The British Museum was established in 1753, largely based on the collections of the physician and scientist Sir Hans Sloane. The museum first opened to the public on 15 January 1759 in Montagu House in Bloomsbury, on the site of the current museum building. Its expansion over the following two and a half centuries has resulted in the creation of several branch institutions, the first being the British Museum of Natural History in South Kensington in 1887. Until 1997, when the current British Library building opened to the public, replacing the old British Museum Reading Room, the British Museum was unique in that it housed both a national museum of antiquities and a national library in the same building.

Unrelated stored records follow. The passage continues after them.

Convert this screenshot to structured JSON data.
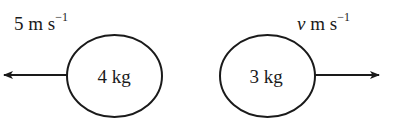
{
  "diagram": {
    "type": "collision-momentum",
    "colors": {
      "stroke": "#1a1a1a",
      "background": "#ffffff"
    },
    "left_body": {
      "mass_label": "4 kg",
      "velocity": {
        "value": "5",
        "unit": "m s",
        "exponent": "−1",
        "direction": "left"
      }
    },
    "right_body": {
      "mass_label": "3 kg",
      "velocity": {
        "value": "v",
        "unit": "m s",
        "exponent": "−1",
        "direction": "right"
      }
    }
  }
}
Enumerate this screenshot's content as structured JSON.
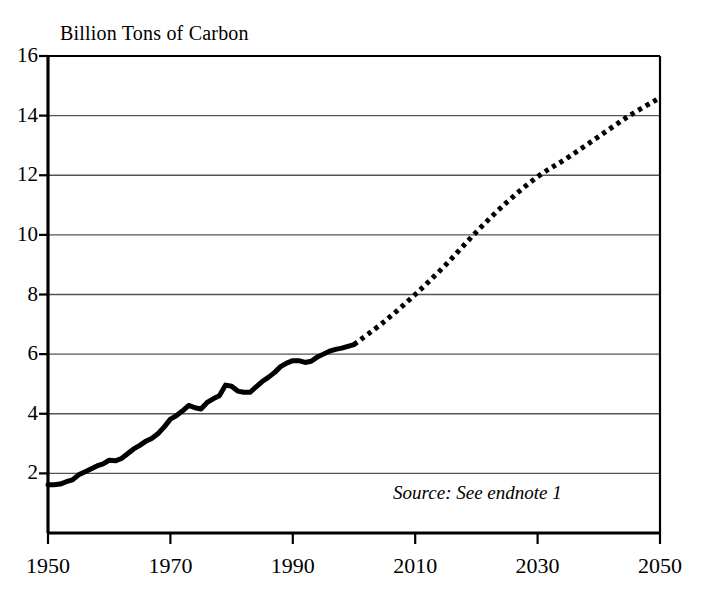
{
  "chart_data": {
    "type": "line",
    "title": "Billion Tons of Carbon",
    "xlabel": "",
    "ylabel": "Billion Tons of Carbon",
    "xlim": [
      1950,
      2050
    ],
    "ylim": [
      0,
      16
    ],
    "grid": true,
    "legend_position": "none",
    "yticks": [
      16,
      14,
      12,
      10,
      8,
      6,
      4,
      2
    ],
    "ytick_labels": [
      "16",
      "14",
      "12",
      "10",
      "8",
      "6",
      "4",
      "2"
    ],
    "xticks": [
      1950,
      1970,
      1990,
      2010,
      2030,
      2050
    ],
    "xtick_labels": [
      "1950",
      "1970",
      "1990",
      "2010",
      "2030",
      "2050"
    ],
    "annotations": [
      {
        "text": "Source: See endnote 1",
        "style": "italic",
        "x": 2026,
        "y": 1.3
      }
    ],
    "series": [
      {
        "name": "Historical carbon emissions",
        "style": "solid",
        "linewidth": 5,
        "color": "#000000",
        "x": [
          1950,
          1951,
          1952,
          1953,
          1954,
          1955,
          1956,
          1957,
          1958,
          1959,
          1960,
          1961,
          1962,
          1963,
          1964,
          1965,
          1966,
          1967,
          1968,
          1969,
          1970,
          1971,
          1972,
          1973,
          1974,
          1975,
          1976,
          1977,
          1978,
          1979,
          1980,
          1981,
          1982,
          1983,
          1984,
          1985,
          1986,
          1987,
          1988,
          1989,
          1990,
          1991,
          1992,
          1993,
          1994,
          1995,
          1996,
          1997,
          1998,
          1999,
          2000
        ],
        "values": [
          1.62,
          1.62,
          1.64,
          1.72,
          1.78,
          1.95,
          2.05,
          2.15,
          2.25,
          2.32,
          2.44,
          2.42,
          2.5,
          2.66,
          2.82,
          2.94,
          3.08,
          3.18,
          3.34,
          3.56,
          3.82,
          3.94,
          4.1,
          4.28,
          4.2,
          4.16,
          4.38,
          4.5,
          4.6,
          4.96,
          4.92,
          4.76,
          4.72,
          4.72,
          4.9,
          5.08,
          5.22,
          5.38,
          5.58,
          5.7,
          5.78,
          5.78,
          5.72,
          5.76,
          5.9,
          6.0,
          6.1,
          6.16,
          6.2,
          6.26,
          6.32
        ]
      },
      {
        "name": "Projected carbon emissions",
        "style": "dotted",
        "linewidth": 5,
        "color": "#000000",
        "x": [
          2000,
          2005,
          2010,
          2015,
          2020,
          2025,
          2030,
          2035,
          2040,
          2045,
          2050
        ],
        "values": [
          6.32,
          7.1,
          8.0,
          9.0,
          10.1,
          11.1,
          11.95,
          12.6,
          13.3,
          14.0,
          14.6
        ]
      }
    ]
  },
  "axes": {
    "frame_color": "#000000",
    "gridline_color": "#555555"
  }
}
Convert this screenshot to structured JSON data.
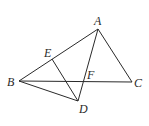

The museum is a non-departmental public body sponsored by the Department for Culture, Media and Sport. As with all other national museums and art galleries in Britain, the Museum charges no admission fee, although charges are levied for some temporary special exhibitions. Since 2001 the director of the Museum has been Neil MacGregor.
History
Though principally a museum of cultural art objects and antiquities today, the British Museum was founded as a "universal museum". Its foundations lie in the will of the physician and naturalist Sir Hans Sloane (1660–1753). During the course of his lifetime Sloane gathered an enviable collection of curiosities and whilst not wishing to see his collection broken up after death, he bequeathed it to King George II, for the nation, for the princely sum of £20,000.